Friday, November 18, 2011
winter confusion
We truly live in a magical valley. Amazing events happen regularly when wild nature is out your window, along the road you drive to the grocery store or walking along a river. Driving today, on roads truly treacherous, we looked up into a glowering sky and saw a flock of thousands of snow geese milling about in confusion. The clouds were low, light snow was falling. The geese had obviously been heading south trying to make it over Lost Trail Pass and been forced to turn back by the storm. Glancing around, we saw more flocks, farther away, swirling flecks against the sky that looked like rippling waves on gray water. We drove to the Lee Metcalf Refuge and stopped directly under the biggest flock, looked up at their white bellies, wings tipped in black and listened to the cacophony of sound, like a symphony of oboes! Wondrous, soaring sounds as these snow geese communicated obviously mixed messages until the flock finally gathered enough to all head north. We lost them low over a field a mile or so away. There is still open water at the refuge and thirteen swans have settled there to wait out the storm along with hundreds of ducks. The swans were gorgeous of course, until they went bottoms up to feed. Then they looked like mini-icebergs! Anyway, we were lucky enough to witness a migration miracle. By tomorrow when the storm lifts, I imagine thousands and thousands of snow geese filling the skies above Stevensville, Corvallis and Hamilton down the valley over Darby and Sula as they wing their way to the open grasslands of Idaho where they'll pig out and prepare for the next "leg" of their journey south.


▸ Try it: Among the entries below, how many lines contain the string "avatar"? Only the number is wanted.

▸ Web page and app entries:
★ ★ ★ ★

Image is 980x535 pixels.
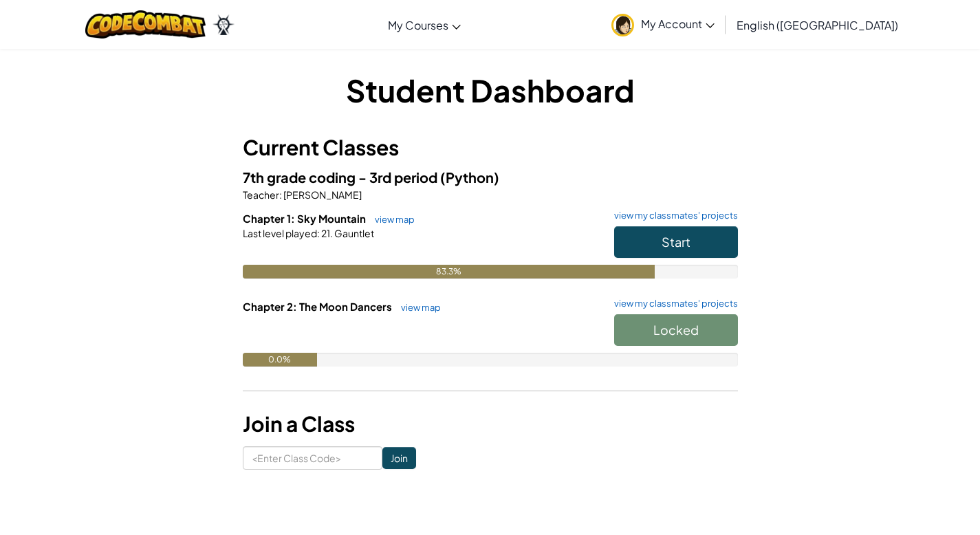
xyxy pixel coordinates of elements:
[243,212,368,225] span: Chapter 1: Sky Mountain
[381,6,468,43] a: My Courses
[243,69,738,111] h1: Student Dashboard
[243,352,317,366] div: 0.0%
[608,211,738,220] a: view my classmates' projects
[85,10,206,39] img: CodeCombat logo
[608,299,738,308] a: view my classmates' projects
[662,233,690,250] span: Start
[243,300,394,313] span: Chapter 2: The Moon Dancers
[279,189,282,201] span: :
[737,18,898,33] span: English ([GEOGRAPHIC_DATA])
[243,169,440,186] span: 7th grade coding - 3rd period
[243,408,738,439] h3: Join a Class
[243,446,383,470] input: <Enter Class Code>
[368,214,415,225] a: view map
[243,227,317,240] span: Last level played
[317,227,320,240] span: :
[605,3,721,46] a: My Account
[440,169,499,186] span: (Python)
[388,18,448,33] span: My Courses
[320,227,333,240] span: 21.
[641,16,715,31] span: My Account
[213,15,234,35] img: Ozaria
[243,189,279,201] span: Teacher
[615,227,738,258] button: Start
[243,264,656,278] div: 83.3%
[333,227,374,240] span: Gauntlet
[612,14,634,36] img: avatar
[282,189,362,201] span: [PERSON_NAME]
[394,302,441,313] a: view map
[383,447,416,469] input: Join
[730,6,905,43] a: English ([GEOGRAPHIC_DATA])
[243,132,738,163] h3: Current Classes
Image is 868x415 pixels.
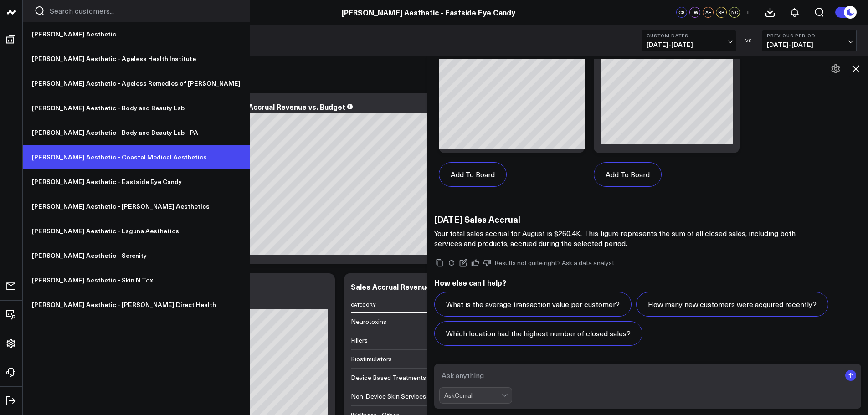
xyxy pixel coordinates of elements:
input: Search customers input [49,6,239,16]
th: Category [351,297,442,312]
a: [PERSON_NAME] Aesthetic - [PERSON_NAME] Aesthetics [23,194,250,219]
a: [PERSON_NAME] Aesthetic - Eastside Eye Candy [23,169,250,194]
div: JW [689,7,701,18]
div: SP [716,7,727,18]
a: [PERSON_NAME] Aesthetic - Ageless Remedies of [PERSON_NAME] [23,71,250,95]
div: Device Based Treatments [351,373,426,382]
div: Monthly Sales Accrual Revenue vs. Budget [196,102,345,112]
div: NC [729,7,740,18]
div: VS [741,38,757,43]
button: Add To Board [439,162,507,187]
button: Copy [435,257,445,268]
a: [PERSON_NAME] Aesthetic - Body and Beauty Lab [23,95,250,120]
div: Neurotoxins [351,317,386,326]
div: AskCorral [444,391,502,399]
button: What is the average transaction value per customer? [435,292,632,316]
a: Ask a data analyst [562,260,614,266]
span: [DATE] - [DATE] [647,41,732,48]
button: How many new customers were acquired recently? [636,292,829,316]
a: [PERSON_NAME] Aesthetic [23,22,250,47]
a: [PERSON_NAME] Aesthetic - Eastside Eye Candy [342,7,515,17]
div: Biostimulators [351,354,392,363]
div: CS [677,7,687,18]
a: [PERSON_NAME] Aesthetic - Serenity [23,243,250,268]
h2: How else can I help? [435,277,862,287]
a: [PERSON_NAME] Aesthetic - Laguna Aesthetics [23,219,250,243]
button: Custom Dates[DATE]-[DATE] [642,30,737,52]
div: Fillers [351,335,368,344]
a: [PERSON_NAME] Aesthetic - [PERSON_NAME] Direct Health [23,292,250,317]
button: + [742,7,753,18]
span: + [746,9,750,16]
a: [PERSON_NAME] Aesthetic - Skin N Tox [23,268,250,292]
div: Sales Accrual Revenue Service Mix [351,282,474,292]
button: Previous Period[DATE]-[DATE] [762,30,857,52]
div: AF [703,7,714,18]
span: [DATE] - [DATE] [767,41,852,48]
div: Non-Device Skin Services [351,391,426,400]
button: Add To Board [594,162,662,187]
a: [PERSON_NAME] Aesthetic - Body and Beauty Lab - PA [23,120,250,145]
b: Custom Dates [647,33,732,38]
b: Previous Period [767,33,852,38]
p: Your total sales accrual for August is $260.4K. This figure represents the sum of all closed sale... [435,228,799,248]
button: Which location had the highest number of closed sales? [435,321,643,345]
a: [PERSON_NAME] Aesthetic - Coastal Medical Aesthetics [23,145,250,169]
h3: [DATE] Sales Accrual [435,214,799,224]
span: Results not quite right? [495,258,561,267]
a: [PERSON_NAME] Aesthetic - Ageless Health Institute [23,47,250,71]
button: Search customers button [34,6,45,16]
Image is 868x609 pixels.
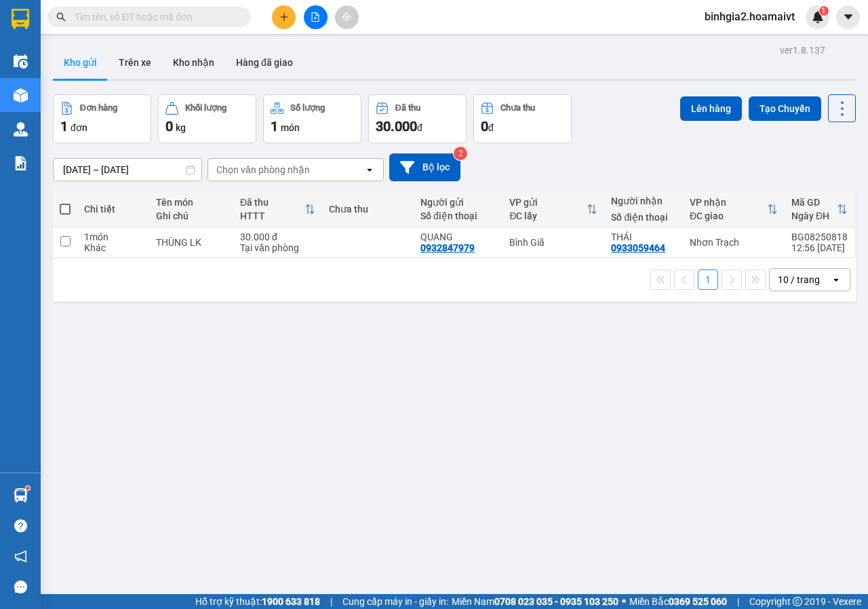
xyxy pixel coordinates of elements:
span: ⚪️ [622,599,626,604]
button: 1 [698,270,719,289]
div: THÙNG LK [156,237,228,247]
img: logo-vxr [11,9,29,29]
strong: 1900 633 818 [262,596,320,606]
span: search [57,12,66,21]
span: message [15,580,27,593]
sup: 1 [819,6,829,15]
div: 1 món [84,231,143,242]
span: Miền Bắc [629,594,727,609]
div: Người gửi [421,197,495,208]
span: | [737,594,739,609]
span: 1 [270,118,278,134]
span: copyright [793,596,803,606]
div: Số lượng [290,103,325,113]
button: Tạo Chuyến [749,96,822,121]
span: | [331,594,332,609]
span: 0 [481,118,489,134]
div: Ghi chú [156,210,228,222]
div: Mã GD [792,197,837,208]
div: BG08250818 [792,231,848,242]
svg: open [831,274,841,285]
span: Hỗ trợ kỹ thuật: [196,594,320,609]
span: plus [279,12,289,21]
div: Khác [84,242,143,253]
svg: open [364,164,375,175]
div: HTTT [240,210,305,222]
div: 0932847979 [421,242,475,253]
div: Đã thu [240,197,305,208]
button: caret-down [836,5,860,29]
div: ĐC lấy [509,210,586,222]
div: Chưa thu [501,103,535,113]
span: Miền Nam [452,594,618,609]
div: Tên món [156,197,228,208]
button: Bộ lọc [389,154,460,181]
div: ver 1.8.137 [780,43,825,58]
button: file-add [304,5,328,29]
div: 10 / trang [778,273,820,286]
span: món [281,122,300,133]
strong: 0369 525 060 [669,596,727,606]
span: 0 [166,118,173,134]
span: aim [342,12,351,21]
strong: 0708 023 035 - 0935 103 250 [495,596,618,606]
span: 1 [60,118,68,134]
span: đ [489,122,494,133]
img: warehouse-icon [14,122,27,137]
button: aim [335,5,359,29]
span: question-circle [15,519,27,532]
div: Chưa thu [329,204,407,215]
button: Hàng đã giao [225,46,304,79]
span: Cung cấp máy in - giấy in: [343,594,448,609]
img: warehouse-icon [14,88,27,102]
button: Đơn hàng1đơn [53,94,151,143]
span: binhgia2.hoamaivt [694,8,806,25]
div: Đã thu [396,103,421,113]
button: Khối lượng0kg [158,94,257,143]
div: THÁI [611,231,677,242]
th: Toggle SortBy [785,192,854,228]
button: Trên xe [108,46,162,79]
img: warehouse-icon [14,488,27,502]
div: Người nhận [611,196,677,206]
div: VP gửi [509,197,586,208]
sup: 2 [454,147,467,160]
sup: 1 [26,486,30,490]
span: 1 [822,6,826,15]
span: đ [417,122,422,133]
div: Số điện thoại [421,210,495,222]
div: Đơn hàng [80,103,118,113]
th: Toggle SortBy [502,192,604,228]
span: caret-down [842,11,854,23]
button: Chưa thu0đ [473,94,572,143]
img: solution-icon [14,156,27,170]
span: file-add [311,12,320,21]
div: VP nhận [689,197,767,208]
div: 12:56 [DATE] [792,242,848,253]
span: kg [176,122,185,133]
span: đơn [70,122,88,133]
div: Chọn văn phòng nhận [216,163,310,176]
img: icon-new-feature [812,11,824,23]
input: Select a date range. [53,159,202,180]
button: Kho nhận [162,46,225,79]
button: Lên hàng [680,96,742,121]
div: Chi tiết [84,204,143,215]
input: Tìm tên, số ĐT hoặc mã đơn [75,9,234,24]
div: QUANG [421,231,495,242]
button: Đã thu30.000đ [368,94,467,143]
div: Tại văn phòng [240,242,315,253]
div: Khối lượng [185,103,227,113]
button: Số lượng1món [264,94,361,143]
div: ĐC giao [689,210,767,222]
th: Toggle SortBy [683,192,785,228]
th: Toggle SortBy [234,192,322,228]
button: Kho gửi [53,46,108,79]
span: notification [15,550,27,563]
button: plus [272,5,295,29]
div: Bình Giã [509,237,598,247]
span: 30.000 [376,118,417,134]
div: Nhơn Trạch [689,237,778,247]
img: warehouse-icon [14,54,27,69]
div: 30.000 đ [240,231,315,242]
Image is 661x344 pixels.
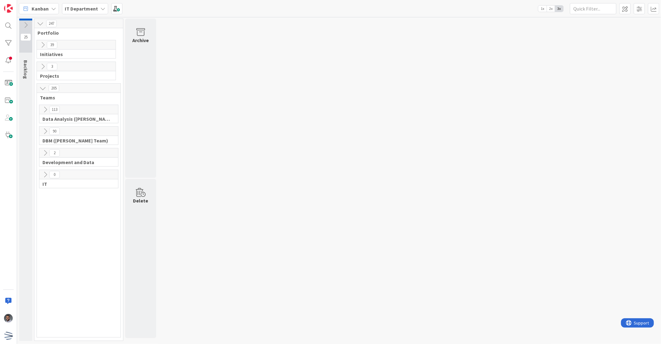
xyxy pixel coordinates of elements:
[49,85,59,92] span: 205
[40,51,108,57] span: Initiatives
[40,95,113,101] span: Teams
[40,73,108,79] span: Projects
[47,41,57,49] span: 39
[42,159,110,166] span: Development and Data
[42,116,110,122] span: Data Analysis (Carin Team)
[42,138,110,144] span: DBM (David Team)
[20,33,31,41] span: 25
[49,128,60,135] span: 90
[65,6,98,12] b: IT Department
[133,197,148,205] div: Delete
[4,314,13,323] img: FS
[38,30,115,36] span: Portfolio
[4,332,13,340] img: avatar
[49,106,60,113] span: 113
[538,6,547,12] span: 1x
[133,37,149,44] div: Archive
[32,5,49,12] span: Kanban
[23,60,29,79] span: Backlog
[46,20,57,27] span: 247
[47,63,57,70] span: 3
[4,4,13,13] img: Visit kanbanzone.com
[42,181,110,187] span: IT
[49,149,60,157] span: 2
[13,1,28,8] span: Support
[49,171,60,179] span: 0
[555,6,563,12] span: 3x
[547,6,555,12] span: 2x
[570,3,616,14] input: Quick Filter...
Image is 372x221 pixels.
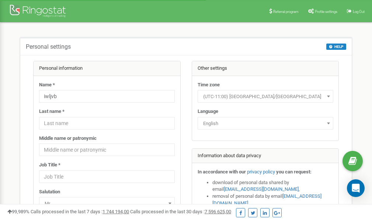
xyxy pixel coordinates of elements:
span: Mr. [42,199,172,209]
a: [EMAIL_ADDRESS][DOMAIN_NAME] [224,186,299,192]
strong: In accordance with our [198,169,246,175]
input: Middle name or patronymic [39,144,175,156]
div: Other settings [192,61,339,76]
label: Job Title * [39,162,61,169]
span: English [200,118,331,129]
input: Job Title [39,170,175,183]
input: Last name [39,117,175,130]
button: HELP [327,44,346,50]
u: 1 744 194,00 [103,209,129,214]
div: Personal information [34,61,180,76]
div: Information about data privacy [192,149,339,163]
label: Salutation [39,189,60,196]
div: Open Intercom Messenger [347,179,365,197]
label: Name * [39,82,55,89]
span: Profile settings [315,10,338,14]
u: 7 596 625,00 [205,209,231,214]
li: removal of personal data by email , [213,193,334,207]
span: Mr. [39,197,175,210]
input: Name [39,90,175,103]
label: Last name * [39,108,65,115]
strong: you can request: [276,169,312,175]
label: Middle name or patronymic [39,135,97,142]
span: 99,989% [7,209,30,214]
a: privacy policy [247,169,275,175]
label: Time zone [198,82,220,89]
label: Language [198,108,218,115]
span: Referral program [273,10,299,14]
h5: Personal settings [26,44,71,50]
li: download of personal data shared by email , [213,179,334,193]
span: (UTC-11:00) Pacific/Midway [200,92,331,102]
span: Log Out [353,10,365,14]
span: Calls processed in the last 7 days : [31,209,129,214]
span: (UTC-11:00) Pacific/Midway [198,90,334,103]
span: English [198,117,334,130]
span: Calls processed in the last 30 days : [130,209,231,214]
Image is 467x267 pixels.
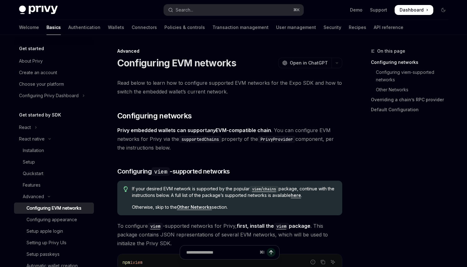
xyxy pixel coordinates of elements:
a: viem [274,223,289,229]
code: viem [152,168,170,176]
a: Authentication [68,20,100,35]
a: Welcome [19,20,39,35]
a: Support [370,7,387,13]
code: viem/chains [250,186,279,193]
div: Configuring Privy Dashboard [19,92,79,100]
button: Send message [267,248,276,257]
div: Features [23,182,41,189]
button: Toggle React section [14,122,94,133]
a: User management [276,20,316,35]
a: Overriding a chain’s RPC provider [371,95,453,105]
a: Setup apple login [14,226,94,237]
a: Wallets [108,20,124,35]
a: Other Networks [177,205,212,210]
a: Dashboard [395,5,433,15]
code: viem [148,223,163,230]
a: Configuring viem-supported networks [371,67,453,85]
div: Quickstart [23,170,43,178]
button: Toggle Configuring Privy Dashboard section [14,90,94,101]
div: Advanced [23,193,44,201]
span: To configure -supported networks for Privy, . This package contains JSON representations of sever... [117,222,342,248]
h5: Get started [19,45,44,52]
a: Security [324,20,341,35]
span: Dashboard [400,7,424,13]
a: Configuring EVM networks [14,203,94,214]
span: Configuring networks [117,111,192,121]
div: Setup apple login [27,228,63,235]
a: Default Configuration [371,105,453,115]
a: Demo [350,7,363,13]
a: Basics [46,20,61,35]
span: Read below to learn how to configure supported EVM networks for the Expo SDK and how to switch th... [117,79,342,96]
span: ⌘ K [293,7,300,12]
a: viem [148,223,163,229]
h1: Configuring EVM networks [117,57,237,69]
a: Recipes [349,20,366,35]
em: any [207,127,216,134]
a: Installation [14,145,94,156]
div: About Privy [19,57,43,65]
img: dark logo [19,6,58,14]
a: Choose your platform [14,79,94,90]
a: Features [14,180,94,191]
a: Other Networks [371,85,453,95]
div: Setup [23,159,35,166]
a: API reference [374,20,403,35]
div: Installation [23,147,44,154]
a: Setup passkeys [14,249,94,260]
div: Setting up Privy UIs [27,239,66,247]
div: React [19,124,31,131]
code: PrivyProvider [258,136,295,143]
a: Quickstart [14,168,94,179]
input: Ask a question... [186,246,257,260]
div: Advanced [117,48,342,54]
div: Configuring EVM networks [27,205,81,212]
svg: Tip [124,187,128,192]
button: Open search [164,4,304,16]
a: Setup [14,157,94,168]
a: here [291,193,301,198]
span: . You can configure EVM networks for Privy via the property of the component, per the instruction... [117,126,342,152]
div: Create an account [19,69,57,76]
button: Toggle Advanced section [14,191,94,202]
span: Open in ChatGPT [290,60,328,66]
h5: Get started by SDK [19,111,61,119]
a: Setting up Privy UIs [14,237,94,249]
a: Configuring appearance [14,214,94,226]
code: supportedChains [179,136,222,143]
button: Toggle React native section [14,134,94,145]
a: Connectors [132,20,157,35]
div: Configuring appearance [27,216,77,224]
span: Otherwise, skip to the section. [132,204,336,211]
div: Search... [176,6,193,14]
a: Policies & controls [164,20,205,35]
div: Setup passkeys [27,251,60,258]
a: viem/chains [250,186,279,192]
code: viem [274,223,289,230]
strong: first, install the package [237,223,310,229]
div: React native [19,135,45,143]
a: Transaction management [212,20,269,35]
a: Create an account [14,67,94,78]
button: Toggle dark mode [438,5,448,15]
div: Choose your platform [19,80,64,88]
a: Configuring networks [371,57,453,67]
a: About Privy [14,56,94,67]
span: On this page [377,47,405,55]
span: If your desired EVM network is supported by the popular package, continue with the instructions b... [132,186,336,199]
button: Open in ChatGPT [278,58,332,68]
span: Configuring -supported networks [117,167,230,176]
strong: Privy embedded wallets can support EVM-compatible chain [117,127,271,134]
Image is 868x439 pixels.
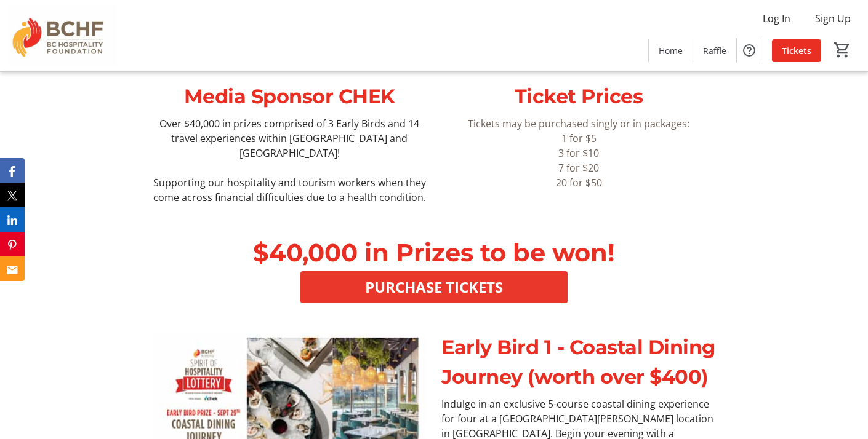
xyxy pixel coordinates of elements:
[152,82,427,111] p: Media Sponsor CHEK
[703,44,726,57] span: Raffle
[815,11,850,25] span: Sign Up
[737,38,762,62] button: Help
[561,132,596,145] span: 1 for $5
[441,333,716,392] p: Early Bird 1 - Coastal Dining Journey (worth over $400)
[300,272,567,303] button: PURCHASE TICKETS
[782,44,811,57] span: Tickets
[8,5,117,66] img: BC Hospitality Foundation's Logo
[441,82,716,111] p: Ticket Prices
[805,8,860,29] button: Sign Up
[468,117,689,130] span: Tickets may be purchased singly or in packages:
[752,8,800,29] button: Log In
[831,39,853,61] button: Cart
[658,44,683,57] span: Home
[152,175,427,205] p: Supporting our hospitality and tourism workers when they come across financial difficulties due t...
[152,117,427,160] p: Over $40,000 in prizes comprised of 3 Early Birds and 14 travel experiences within [GEOGRAPHIC_DA...
[649,39,692,62] a: Home
[558,161,599,175] span: 7 for $20
[365,276,503,299] span: PURCHASE TICKETS
[558,147,599,160] span: 3 for $10
[160,235,708,272] p: $40,000 in Prizes to be won!
[762,11,790,25] span: Log In
[556,176,602,190] span: 20 for $50
[772,39,821,62] a: Tickets
[693,39,736,62] a: Raffle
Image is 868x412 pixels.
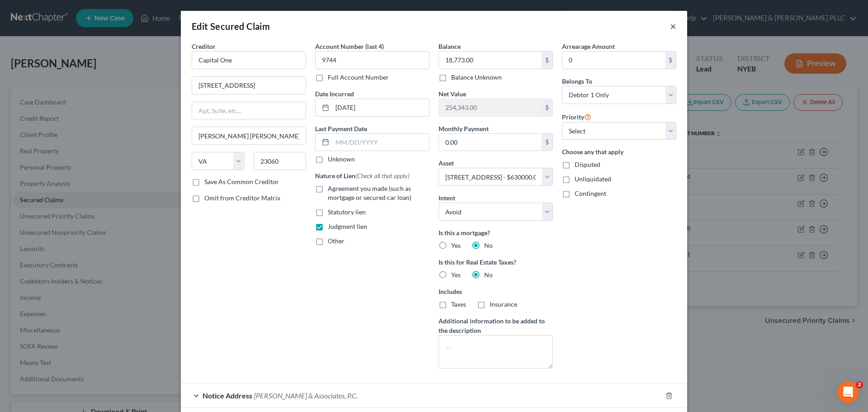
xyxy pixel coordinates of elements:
[328,72,389,81] label: Full Account Number
[485,241,493,249] span: No
[333,99,429,116] input: MM/DD/YYYY
[439,89,467,98] label: Net Value
[856,381,863,388] span: 2
[333,134,429,151] input: MM/DD/YYYY
[193,102,306,119] input: Apt, Suite, etc...
[439,257,553,267] label: Is this for Real Estate Taxes?
[439,287,553,296] label: Includes
[665,52,676,69] div: $
[452,271,461,279] span: Yes
[562,42,615,51] label: Arrearage Amount
[542,134,553,151] div: $
[562,111,592,122] label: Priority
[439,316,553,335] label: Additional information to be added to the description
[253,152,307,170] input: Enter zip...
[452,300,467,308] span: Taxes
[315,51,430,69] input: XXXX
[575,175,612,183] span: Unliquidated
[563,52,665,69] input: 0.00
[562,77,593,85] span: Belongs To
[542,99,553,116] div: $
[328,237,345,244] span: Other
[328,222,367,230] span: Judgment lien
[439,159,454,167] span: Asset
[205,194,280,202] span: Omit from Creditor Matrix
[193,127,306,144] input: Enter city...
[205,178,279,187] label: Save As Common Creditor
[439,228,553,237] label: Is this a mortgage?
[315,89,355,98] label: Date Incurred
[485,271,493,279] span: No
[562,147,676,157] label: Choose any that apply
[192,20,270,33] div: Edit Secured Claim
[328,185,411,202] span: Agreement you made (such as mortgage or secured car loan)
[452,72,503,81] label: Balance Unknown
[439,52,542,69] input: 0.00
[452,241,461,249] span: Yes
[193,76,306,94] input: Enter address...
[192,51,306,69] input: Search creditor by name...
[315,124,367,133] label: Last Payment Date
[356,172,410,180] span: (Check all that apply)
[439,193,456,203] label: Intent
[328,207,365,215] span: Statutory lien
[328,155,356,164] label: Unknown
[575,190,607,198] span: Contingent
[439,124,489,133] label: Monthly Payment
[192,43,216,51] span: Creditor
[837,381,859,403] iframe: Intercom live chat
[439,99,542,116] input: 0.00
[542,52,553,69] div: $
[575,161,601,168] span: Disputed
[315,171,410,181] label: Nature of Lien
[203,391,252,400] span: Notice Address
[315,42,384,51] label: Account Number (last 4)
[439,42,461,51] label: Balance
[670,21,676,32] button: ×
[439,134,542,151] input: 0.00
[490,300,517,308] span: Insurance
[254,391,358,400] span: [PERSON_NAME] & Associates, P.C.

★ ★ ★ ★

▸ Exercise output: 2